How to Fall in Love (Again)

If you’re feeling distant from a partner or loved one and want to reconnect–you may need to:

  • look at your partner with beginner’s mind
  • do the scary work of emotional vulnerability

36 Questions is structure that can help you with these common sense, yet often elusive practices. These questions were developed and tested by psychologists. The results? A pair of strangers fell in love.
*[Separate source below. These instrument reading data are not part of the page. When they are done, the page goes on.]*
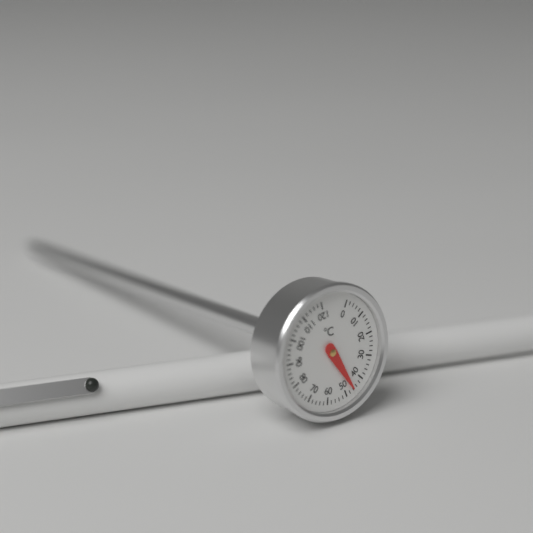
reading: 46 °C
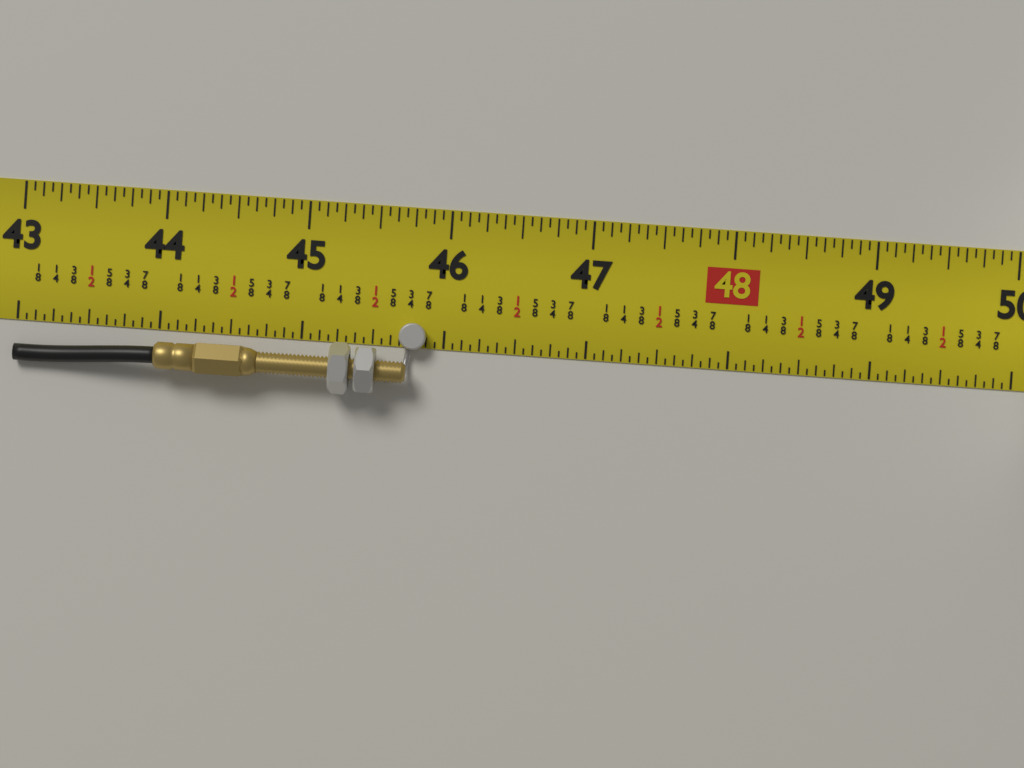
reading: 45.8750 in
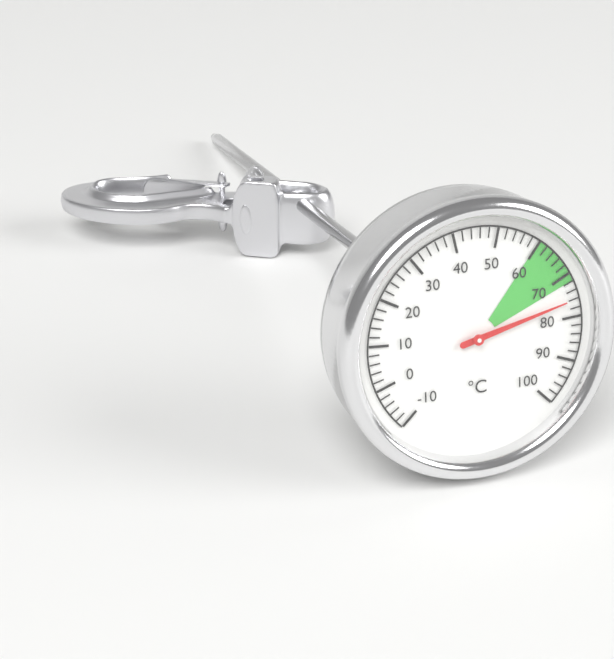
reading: 76 °C
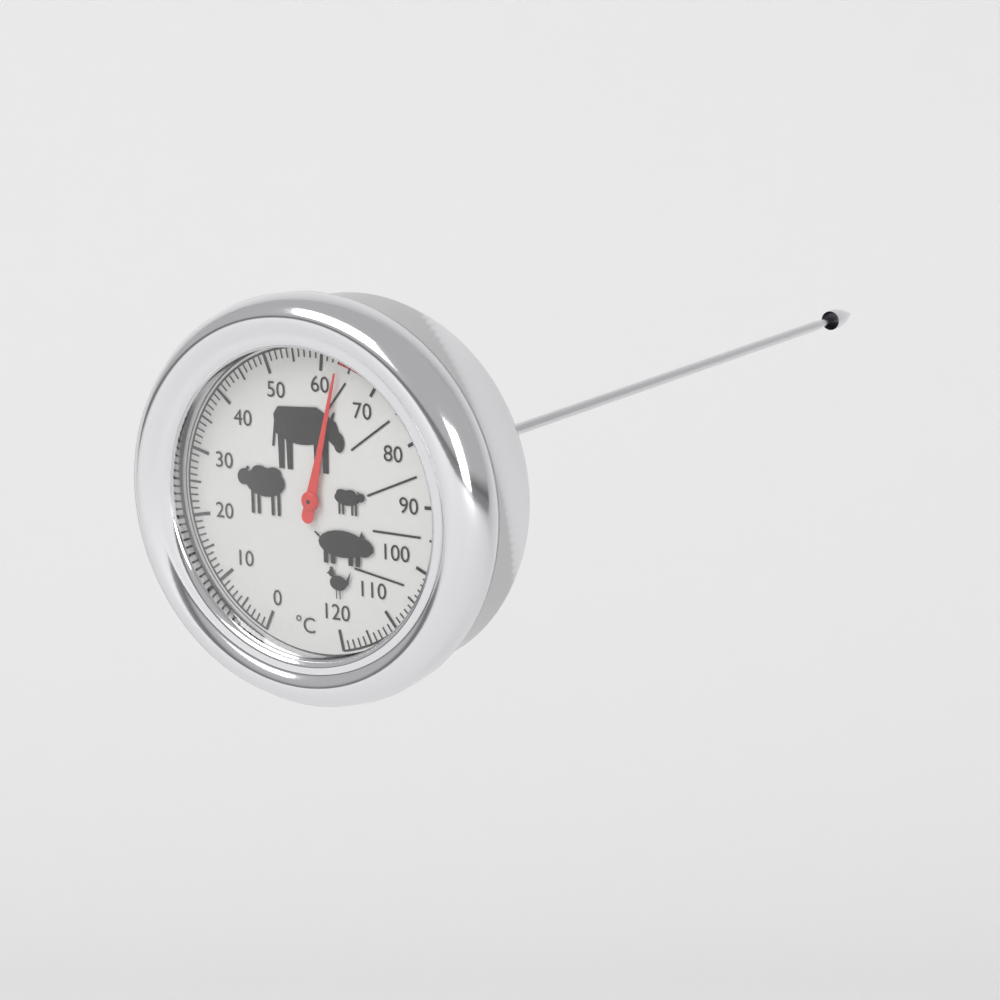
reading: 63 °C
November and December Updates

Wow, time flies when you’re having fun! Here are my major business updates for November and December 2016, I:

October 2016 News

I traveled to Washington DC to complete the Sexual Attitude Reassessment training. The SAR is a 10 hour intensive small group course for psychotherapists. We processed our reactions to various sexual materials–in order to discover and manage any personal biases that may otherwise interfere with successful therapy.

Six Principles of Sexual Health

At a time when people are gaining awareness about the dynamics & negative effects of sexual abuse AND deconstructing puritanical sexual beliefs & misinformation, Doug Braun-Harvey offers us six principles of sexual health. These principles are important guideposts in a frequently neglected and obscured corner of mental health treatment–as well as human lifespan development more generally.

  • pleasure: healthy sexuality leads to joy and/or empowerment (rather than detachment, and/or shame)
  • consent: participants should be in full, active agreement to the particular sexual acts, time, place, people, etc.
  • non-exploitation: secrecy and betrayal prevent partners from engaging in a psychologically-safe intimacy
  • protection: healthy partners collaborate in preventing transmission of STI’s and unwanted pregnancies
  • honesty: healthy partners voice their desires, limits, and ambivalence
  • shared values: connections are built on common meanings

If you would like to examine how your life interfaces with these principles, please contact me. BTW, imagine how much psychological pain would be eliminated and how much pleasure would increase if adolescent sexual education raised conscientiousness about these intra-personal and interpersonal factors.

Lies and Infidelity Training

I took a webinar training last week on everyone’s favorite topic: “Lies, Deception, Infidelity, and Jealousy.” Ellyn Bader of The Couples Institute facilitated the discussion. One of the most interesting parts of the training was her model for determining whether a relationship is likely to recover from deception:

  1. How high are the partners’ desires for honesty?
  2. What are the partners’ beliefs in the likelihood of success?
  3. What amount of unwanted effort is it going to take?
  4. How willing are the partners to take emotional risks (self-exposure rather than avoidance, denial, minimizing)?

The answers to these questions can help evaluate the relationship’s potential and pinpoint particular areas for development.

Sexuality Education

I attended two great conferences related to the intersection of sexuality and mental health:

  • the LGBT-Affirmative Therapist Guild annual conference
  • 5th Annual Sexuality conference at KU Med

Both conferences included great panel presentations: Race Relations Under the Rainbow; Identity Development and the Therapeutic Alliance; Eating Disorders and Sexuality; and Being HIV+ in Today’s World.

Book Synopsis: Heart of Desire

Stella Resnick wonderfully dissects sexual relationship problems in Heart of Desire: Keys to the Pleasures of Love. Although the book’s title is cheesy, Resnick offers insight based on research and clinical experience with couples. Resnick identifies variations of the love-lust dilemma–difficulty in maintaining a playful, pleasurable sexuality with a partner once they become family. She identifies family and sociocultural projections that contribute to the love-lust dilemma and guides readers through exercises to reconnect body and mind.

Sex Therapy Conference

I attended the Kansas Association for Marriage and Family Therapy conference last week. It was two days full of sex therapy information, presented by Stephanie Buehler of the Buehler Institute. We discussed the diverse, healthy range of sexual expression/sexual orientation/and gender orientations. I gained knowledge about sexual problems and ecosystemic contexts–including individual, medical, and intimate relationship interventions.